ASML’s Blowout Quarter Is a Geopolitical Signal
| AUTHOR | Pranay Kotasthane |
| DATE | July 17, 2026 |
| CATEGORIES | Semiconductors High Tech Geopolitics |
ASML reported its second-quarter 2026 results on July 15. Net sales came in at €9.3 billion, well above the consensus estimate of €8.8 billion. Net income was €2.9 billion. Most significantly, the company raised its full-year 2026 guidance to €43-45 billion in revenue, a sharp jump from the €36-40 billion range it had guided just a quarter ago. CEO Christophe Fouquet described order intake as “extremely strong” and announced plans to expand capacity for both EUV and DUV tools by 30 per cent in each of the next two years.
These are impressive numbers. But ASML is also a weathervane for the AI infrastructure story as it is the sole manufacturer of extreme ultraviolet lithography systems and holds a monopoly on the advanced lithography equipment that every GPU used for training requires. Broadly speaking, its order book is thus like a real-time dashboard of two forces: the global AI infrastructure buildout and the US-China semiconductor contest.
At its previous Investor Day talks, the company projected that 5 to 10 per cent of global fab capacity by 2030 will exist because of geopolitics rather than market demand. That is capacity being built not because the market needs the chips, but because governments have decided that strategic resilience requires domestic production. Every one of those geopolitically motivated fabs still needs ASML’s machines. Fragmentation, paradoxically, is good for ASML’s top line, at least until the AI bubble lasts or until the next inevitable trough of the semiconductor business cycle arrives.

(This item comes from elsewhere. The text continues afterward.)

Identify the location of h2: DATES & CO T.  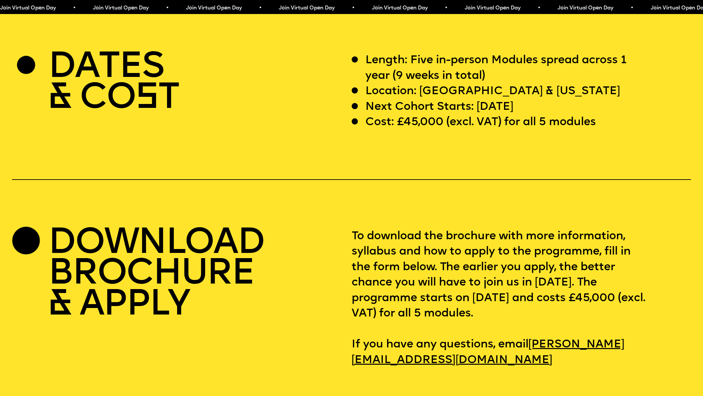
(113, 83).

The China story first. China’s share of ASML’s system sales fell from 36 per cent in Q4 2025 to 19 per cent in Q1 2026. The Q2 earnings call confirmed that China-related business remains at approximately 20 per cent of total net sales for 2026, though that percentage now applies to a significantly higher revenue base than previously expected. Thus, ASML expects to continue selling the N-1 generation DUV machines to China.

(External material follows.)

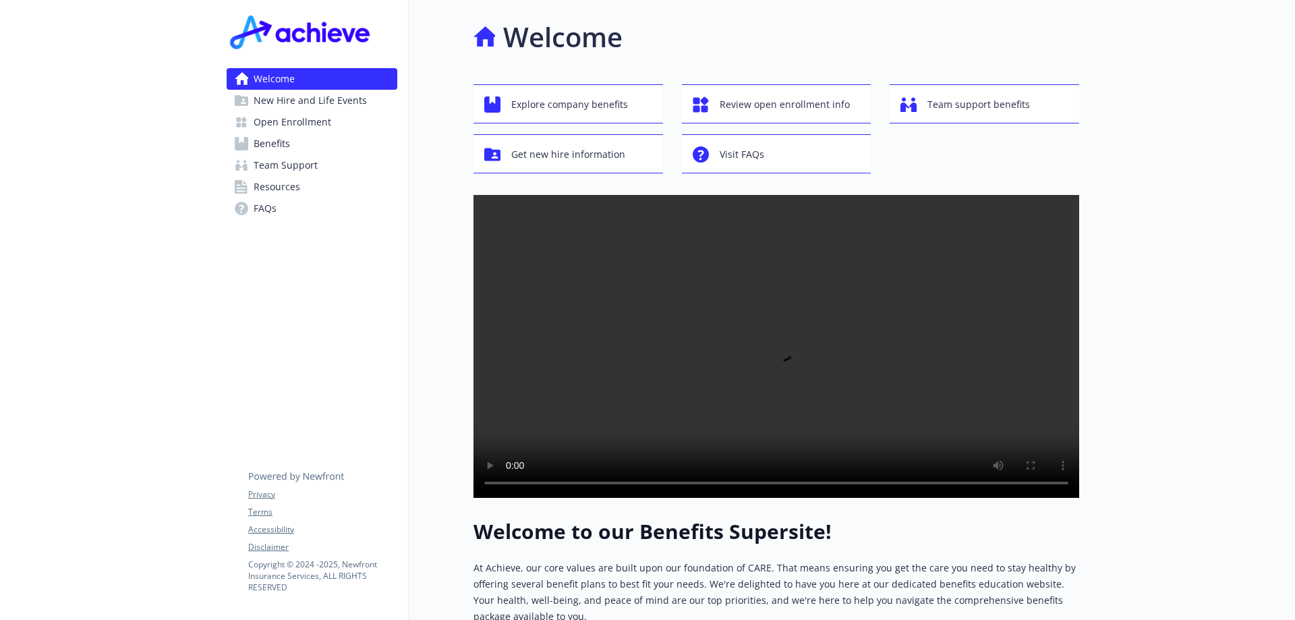 The width and height of the screenshot is (1295, 620). What do you see at coordinates (742, 154) in the screenshot?
I see `span: Visit FAQs` at bounding box center [742, 154].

Next, these earnings also indicate China’s progress in alternatives to ASML’s much-in-demand machines. It seems that at the EUV level, China is still far behind. The technology required decades of ecosystem development and cross-border collaboration that cannot be easily replicated under sanctions conditions.
At the DUV level, however, the picture is more nuanced. SMEE, the Shanghai-based equipment maker, has delivered early 28nm ArF immersion DUV systems, reportedly designed to avoid any US-origin intellectual property. But it hasn’t been productised yet. SiCarrier, a Huawei-linked entrant, is testing a domestically manufactured immersion DUV tool at SMIC. These are prototype-stage tools, roughly where ASML was in the early 2010s. Even ASML’s EUV took thirteen years to go from a working prototype to a consumer product.
Thus China’s substitution efforts are not production-ready, and they are not close to matching ASML on throughput, yield, or overlay accuracy. But the direction of travel is clear. For ASML’s long-term earnings trajectory, the key determinant is whether Chinese firms have found substitutes or alternatives.
The next escalation that could impact ASML is not far away. The MATCH Act, currently making its way through the US Congress, would ban not just new DUV lithography sales to China but also the servicing of existing equipment. The servicing piece matters more than the equipment ban. Chipmaking tools degrade rapidly without constant maintenance. If servicing stops, China’s entire installed base of ASML DUV systems becomes a depreciating asset, regardless of whether Chinese firms can eventually build indigenous alternatives.
This brings us to the Netherlands’ position. ASML accounts for roughly a quarter of the total market capitalisation of the Euronext Amsterdam exchange. Together with Shell, these two companies make up nearly 46 per cent of the exchange. The Dutch government has committed €2.5 billion in public infrastructure through its Beethoven project to keep ASML anchored in Veldhoven.
Asking the Netherlands to aggressively restrict ASML’s China business is comparable to asking Saudi Arabia to leave oil in the ground. The Dutch trade minister has explicitly said that the Netherlands opposes the extraterritoriality of the MATCH Act. And yet, the historical pattern is clear that the Netherlands blocked EUV exports from 2019, restricted DUV exports from January 2024, and will likely comply again when forced. The operative word is “forced” meaning that ASML will follow the letter of US restrictions while creating maximum room to protect its remaining business.